I used the Scikit-learn API for XGBoost (in python). My accuracy was ~ 68%. I used the same parameter set and used the Learning API for XGBoost; my accuracy was ~ 60%. My understanding is that Scikit-learn API is a wrapper around Learning API and thus they should give me the same results. I do not understand why I am getting different results from these two APIs.
cores=16
random_state=0
params = {
'n_estimators': 100,
'learning_rate': 0.1,
'max_depth': 3,
'min_child_weight': 1.0,
'subsample': 1.0,
'gamma': 0.0,
'tree_method':'gpu_exact',
'colsample_bytree': 1.0,
'alpha' : 0.0,
'lambda': 1.0,
'nthread': cores,
'objective': 'binary:logistic',
'booster': 'gbtree',
'seed': random_state,
'eta':0.1,
'silent': 1
}
model = XGBClassifier(**params)
r = model.fit(X_train,y_train)
print(model)
# make predictions for test data
y_pred = model.predict(X_test)
predictions = [round(value) for value in y_pred]
# evaluate predictions
accuracy = accuracy_score(y_test, predictions)
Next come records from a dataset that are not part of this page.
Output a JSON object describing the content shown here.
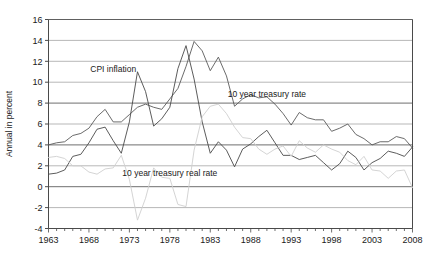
{
  "chart_data": {
    "type": "line",
    "title": "",
    "xlabel": "",
    "ylabel": "Annual in percent",
    "xlim": [
      1963,
      2008
    ],
    "ylim": [
      -4,
      16
    ],
    "ytick_values": [
      -4,
      -2,
      0,
      2,
      4,
      6,
      8,
      10,
      12,
      14,
      16
    ],
    "ytick_labels": [
      "-4",
      "-2",
      "0",
      "2",
      "4",
      "6",
      "8",
      "10",
      "12",
      "14",
      "16"
    ],
    "xtick_values": [
      1963,
      1968,
      1973,
      1978,
      1983,
      1988,
      1993,
      1998,
      2003,
      2008
    ],
    "xtick_labels": [
      "1963",
      "1968",
      "1973",
      "1978",
      "1983",
      "1988",
      "1993",
      "1998",
      "2003",
      "2008"
    ],
    "minor_xtick_step": 1,
    "grid": "horizontal",
    "legend": "inline-annotations",
    "x": [
      1963,
      1964,
      1965,
      1966,
      1967,
      1968,
      1969,
      1970,
      1971,
      1972,
      1973,
      1974,
      1975,
      1976,
      1977,
      1978,
      1979,
      1980,
      1981,
      1982,
      1983,
      1984,
      1985,
      1986,
      1987,
      1988,
      1989,
      1990,
      1991,
      1992,
      1993,
      1994,
      1995,
      1996,
      1997,
      1998,
      1999,
      2000,
      2001,
      2002,
      2003,
      2004,
      2005,
      2006,
      2007,
      2008
    ],
    "series": [
      {
        "name": "10 year treasury rate",
        "color": "#5a5a5a",
        "annotation": "10 year treasury rate",
        "annotation_x": 1990,
        "annotation_y": 8.6,
        "values": [
          4.0,
          4.2,
          4.3,
          4.9,
          5.1,
          5.6,
          6.7,
          7.4,
          6.2,
          6.2,
          6.9,
          7.6,
          7.9,
          7.6,
          7.4,
          8.4,
          9.4,
          11.5,
          13.9,
          13.0,
          11.1,
          12.4,
          10.6,
          7.7,
          8.4,
          8.8,
          8.5,
          8.6,
          7.9,
          7.0,
          5.9,
          7.1,
          6.6,
          6.4,
          6.4,
          5.3,
          5.6,
          6.0,
          5.0,
          4.6,
          4.0,
          4.3,
          4.3,
          4.8,
          4.6,
          3.7
        ]
      },
      {
        "name": "CPI inflation",
        "color": "#4a4a4a",
        "annotation": "CPI  inflation",
        "annotation_x": 1971,
        "annotation_y": 11.0,
        "values": [
          1.2,
          1.3,
          1.6,
          2.9,
          3.1,
          4.2,
          5.5,
          5.7,
          4.4,
          3.2,
          6.2,
          11.0,
          9.1,
          5.8,
          6.5,
          7.6,
          11.3,
          13.5,
          10.3,
          6.2,
          3.2,
          4.3,
          3.5,
          1.9,
          3.6,
          4.1,
          4.8,
          5.4,
          4.2,
          3.0,
          3.0,
          2.6,
          2.8,
          3.0,
          2.3,
          1.6,
          2.2,
          3.4,
          2.8,
          1.6,
          2.3,
          2.7,
          3.4,
          3.2,
          2.9,
          3.8
        ]
      },
      {
        "name": "10 year treasury real rate",
        "color": "#cfcfcf",
        "annotation": "10 year treasury real rate",
        "annotation_x": 1978,
        "annotation_y": 1.0,
        "values": [
          2.8,
          2.9,
          2.7,
          2.0,
          2.0,
          1.4,
          1.2,
          1.7,
          1.8,
          3.0,
          0.7,
          -3.2,
          -1.1,
          1.8,
          0.9,
          0.8,
          -1.7,
          -1.9,
          3.5,
          6.7,
          7.7,
          7.9,
          7.0,
          5.7,
          4.7,
          4.6,
          3.6,
          3.1,
          3.6,
          3.9,
          2.9,
          4.4,
          3.7,
          3.3,
          4.0,
          3.6,
          3.3,
          2.5,
          2.1,
          2.9,
          1.6,
          1.5,
          0.8,
          1.5,
          1.6,
          -0.1
        ]
      }
    ]
  },
  "axis": {
    "y_title": "Annual in percent"
  }
}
print("Accuracy: %.2f%%" % (accuracy * 100.0))
Results:
XGBClassifier(alpha=0.0, base_score=0.5, booster='gbtree',
colsample_bylevel=1, colsample_bytree=1.0, eta=0.1, gamma=0.0,
lambda=1.0, learning_rate=0.1, max_delta_step=0, max_depth=3,
min_child_weight=1.0, missing=None, n_estimators=100, n_jobs=1,
nthread=16, objective='binary:logistic', random_state=0,
reg_alpha=0, reg_lambda=1, scale_pos_weight=1, seed=0, silent=1,
subsample=1.0, tree_method='gpu_exact')
Accuracy: 68.32%
dtrain = xgb.DMatrix(X_train, label=y_train)
dvalid = xgb.DMatrix(X_test, label=y_test)
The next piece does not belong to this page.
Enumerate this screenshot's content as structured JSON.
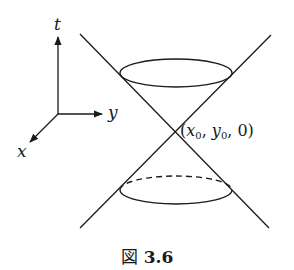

# fit model no training data
model = xgb.train(params=params,dtrain=dtrain)
# make predictions for test data
y_pred = model.predict(dvalid)
predictions = [round(value) for value in y_pred]
# evaluate predictions
accuracy = accuracy_score(y_test, predictions)
print("Accuracy: %.2f%%" % (accuracy * 100.0))
Results:
Accuracy: 60.25%
I believe the difference is because you have not specified the number of boosting rounds in the standard xgboost API (xgb.train()). As a result it is using the default of 10.
'n_estimators' is an sklearn specific terminology.
Also, contrary to the comment given above, this particular algorithm is expected to be deterministic when run multiple times on the same system.